Former Minnesota Senate employee Michael Brodkorb revealed the list that has long kept the Capitol abuzz: names of legislators he believes had affairs with staffers.

Brodkorb, who was fired as the Senate's communications director in 2011 after he had an affair with a former Senate majority leader, says he was fired even though female legislative employees were allowed to keep their jobs after having affairs. He is suing the Senate, claiming gender discrimination.

The list, which the Associated Press captured after it was posted on a court website, but then taken down, purported to include the names of 10 legislators and six staffers who allegedly had Capitol affairs.

According to the AP, which did not name the lawmakers or staffers who were on the list, all but one of the 10 legislators are no longer in office.

The AP said the list was in a mistaken filing by Brodkorb's attorneys last week.

The AP said the document "offers scant evidence to back up [the] allegations" and does not include examples of affairs between a supervisor and a direct subordinate.

Since Brodkorb first threatened his lawsuit, which would require him to prove what happened in other alleged statehouse affairs, the question of what names might be on the list has caused much speculation and some titillation under the Capitol's marble dome.

"It's dirty laundry, true or not," said Sen. Sean Nienow, R-Cambridge.

He said he recalls thinking when Brodkorb first aired his claims, "I'm sure glad that I haven't done anything that would put me on that list."

On Thursday, after the AP wrote about the list's brief release, Brodkorb attorneys and the Senate attorneys met in court on other issues regarding the case.

After that hearing, which focused on whether Brodkorb has released enough information to the Senate legal team, Brodkorb's lawyers had nothing to say about the list.

"We're not making any comment," attorney Phil Villaume said.

In an interview late Thursday, Brodkorb said that the release was unintentional and noted that his legal team has said for months that it hoped to keep the names of the people who he believes had affairs from public scrutiny.

The Senate's attorneys plan to ask the court to penalize Brodkorb's team for violating a confidentiality order in the case by releasing the list.

"We're bringing a motion for sanctions," said Dayle Nolan, a private attorney the Senate hired to handle the case. "I have no information that would tell me it was inadvertent, mistaken or anything. I know it was done. You know it was done. That's all I know at this point."

Senate Minority Leader David Hann, R-Eden Prairie, said he found the public release of the list "reprehensible."

"It is deliberately trying to cause harm to people," said Hann, who was an assistant majority leader when Brodkorb was fired.

Brodkorb shot back that Hann was among the senators who, in 2011, publicly disclosed that Senate Majority Leader Amy Koch had stepped down from leadership after an "inappropriate relationship" with a staffer. Brodkorb was the staffer.

Senate leaders from both parties have long maintained that Brodkorb's firing was perfectly legal because he was an at-will employee who could be let go at any time.

Brodkorb was dismissed after Koch resigned from leadership in the wake of their affair.

Brodkorb, like communications directors who served before him, was then let go because he no longer had a direct supervisor, Senate Majority Leader Tom Bakk, DFL-Cook, said recently.

Brodkorb has said that he reported to the Senate chief of staff and the Senate secretary, not to Koch.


WORK INSTRUCTION:
Your task is to transcribe, word for word, the line containing "At what (x,y)" and all lines that follow it to the end of the entries. Leave out the pictures.

(SUPPLIED RECORDS begins)

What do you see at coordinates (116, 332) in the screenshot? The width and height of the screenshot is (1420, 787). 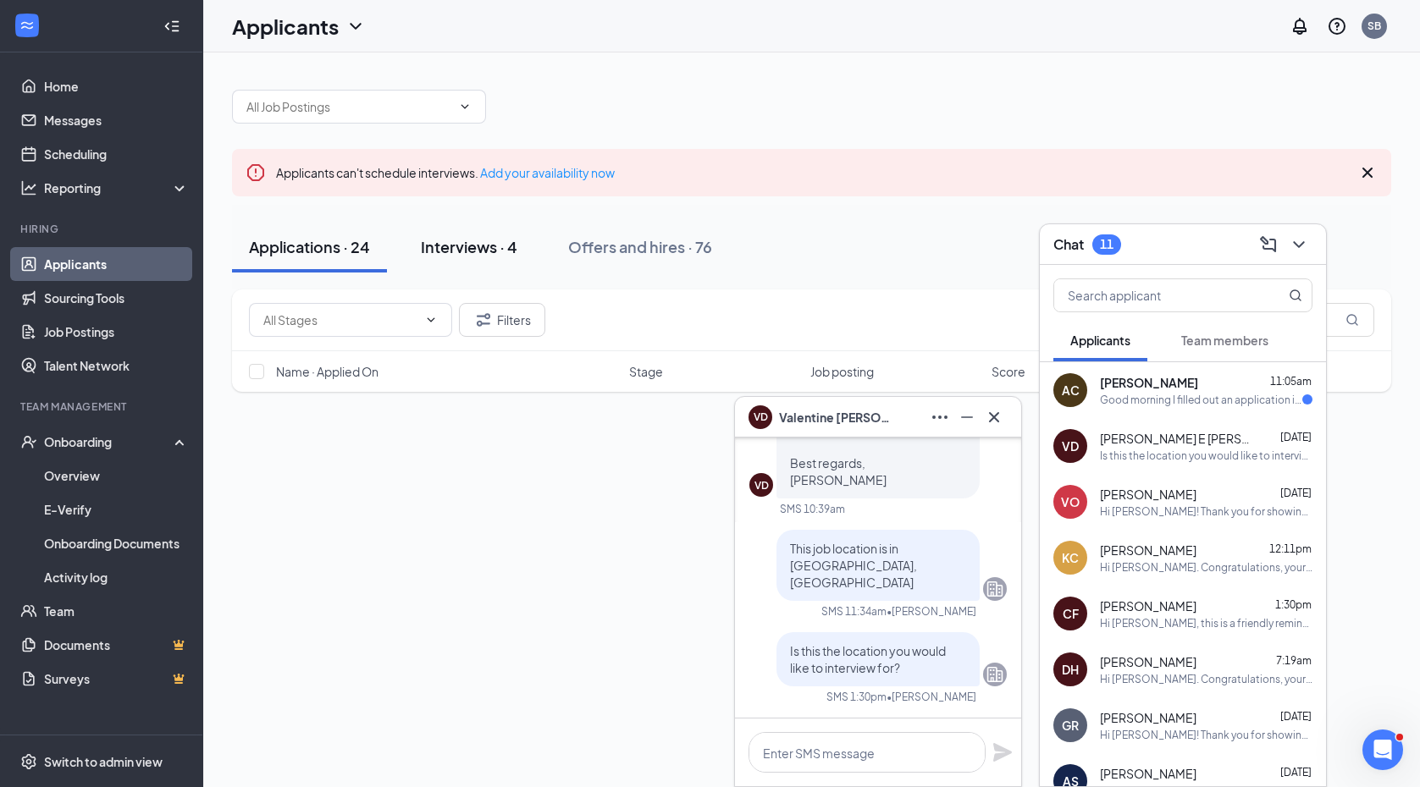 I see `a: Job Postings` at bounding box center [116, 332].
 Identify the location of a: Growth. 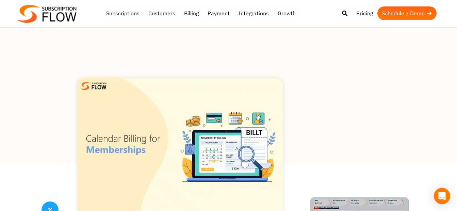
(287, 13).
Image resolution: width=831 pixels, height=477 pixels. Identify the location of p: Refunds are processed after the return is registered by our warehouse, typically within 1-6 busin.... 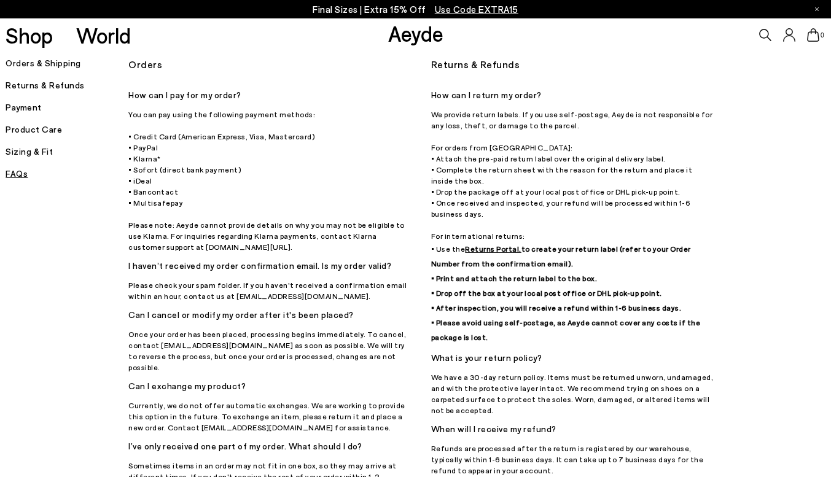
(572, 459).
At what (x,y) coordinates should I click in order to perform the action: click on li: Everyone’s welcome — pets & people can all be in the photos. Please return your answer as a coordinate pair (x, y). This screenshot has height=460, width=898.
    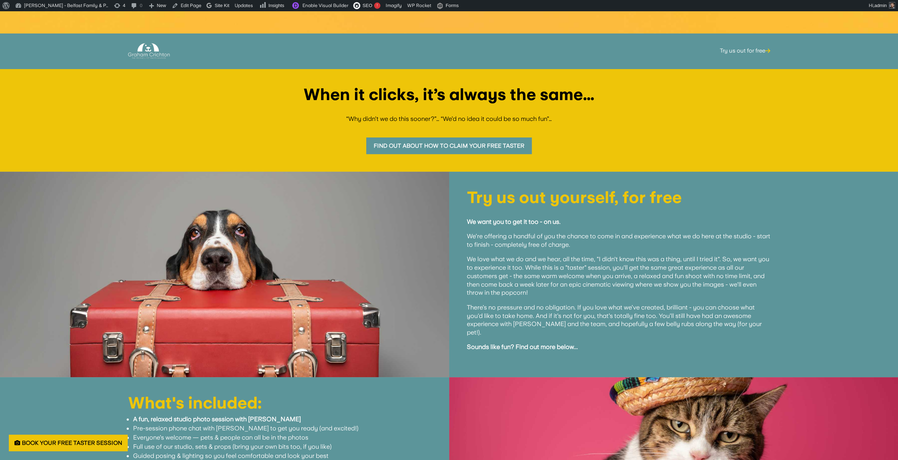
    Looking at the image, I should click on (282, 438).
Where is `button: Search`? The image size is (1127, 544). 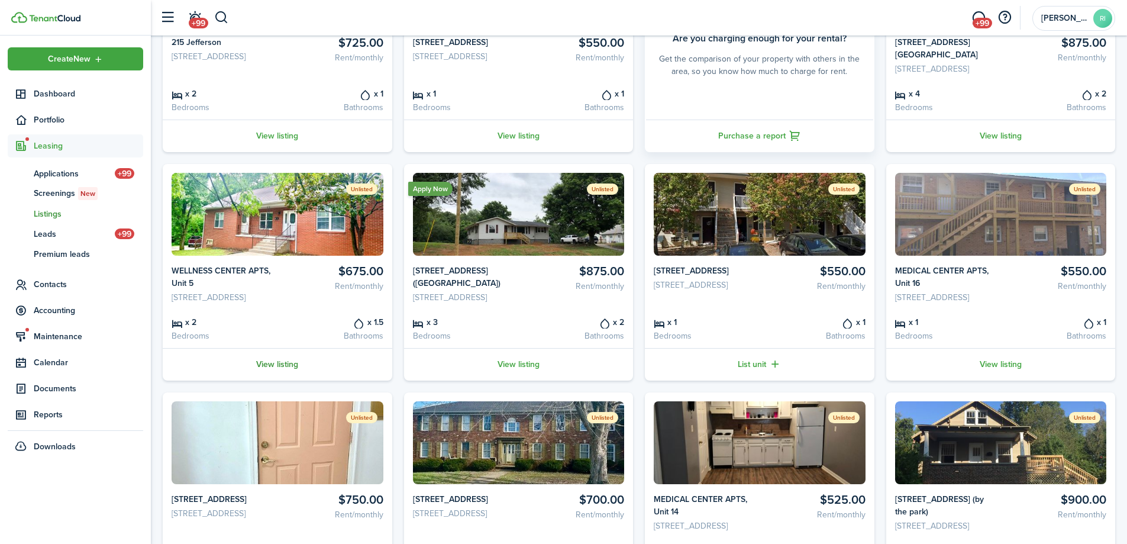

(SUPPLIED RECORDS ends)

SOLUTION FOR THIS PROBLEM:
At what (x,y) coordinates should I click in order to perform the action: click on li: Everyone’s welcome — pets & people can all be in the photos. Please return your answer as a coordinate pair (x, y). This screenshot has height=460, width=898.
    Looking at the image, I should click on (282, 438).
Where is `button: Search`? The image size is (1127, 544). 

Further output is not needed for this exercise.